(INFORMATION)

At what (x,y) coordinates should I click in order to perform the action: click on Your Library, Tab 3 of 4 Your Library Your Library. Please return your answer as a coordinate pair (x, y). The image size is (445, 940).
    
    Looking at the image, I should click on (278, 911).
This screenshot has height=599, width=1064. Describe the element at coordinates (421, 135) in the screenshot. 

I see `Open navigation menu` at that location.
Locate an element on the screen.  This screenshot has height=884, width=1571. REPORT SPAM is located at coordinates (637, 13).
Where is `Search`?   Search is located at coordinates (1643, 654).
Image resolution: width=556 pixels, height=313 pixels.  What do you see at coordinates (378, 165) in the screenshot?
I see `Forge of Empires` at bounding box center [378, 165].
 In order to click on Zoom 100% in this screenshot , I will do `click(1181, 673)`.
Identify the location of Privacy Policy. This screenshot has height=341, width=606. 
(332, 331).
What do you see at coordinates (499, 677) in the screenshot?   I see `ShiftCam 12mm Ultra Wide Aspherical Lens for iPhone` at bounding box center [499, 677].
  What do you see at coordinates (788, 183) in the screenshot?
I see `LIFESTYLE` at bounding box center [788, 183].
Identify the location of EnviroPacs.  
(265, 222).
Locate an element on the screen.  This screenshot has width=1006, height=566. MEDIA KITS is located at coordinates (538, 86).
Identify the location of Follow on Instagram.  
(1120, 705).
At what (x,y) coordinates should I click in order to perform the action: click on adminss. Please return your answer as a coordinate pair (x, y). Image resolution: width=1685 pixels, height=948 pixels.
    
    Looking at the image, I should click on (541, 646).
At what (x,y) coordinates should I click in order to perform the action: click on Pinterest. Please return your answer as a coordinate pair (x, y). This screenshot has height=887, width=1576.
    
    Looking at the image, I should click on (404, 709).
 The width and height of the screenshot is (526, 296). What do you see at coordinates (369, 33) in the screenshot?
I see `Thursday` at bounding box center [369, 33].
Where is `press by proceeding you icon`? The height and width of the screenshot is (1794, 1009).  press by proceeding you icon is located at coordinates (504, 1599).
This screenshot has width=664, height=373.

(End INFORMATION)

When you find a line in the records that contains the word "Where", copy it.

**TASK RESULT:**
Where is `Search`?   Search is located at coordinates (1643, 654).
Where is `press by proceeding you icon`? The height and width of the screenshot is (1794, 1009).  press by proceeding you icon is located at coordinates (504, 1599).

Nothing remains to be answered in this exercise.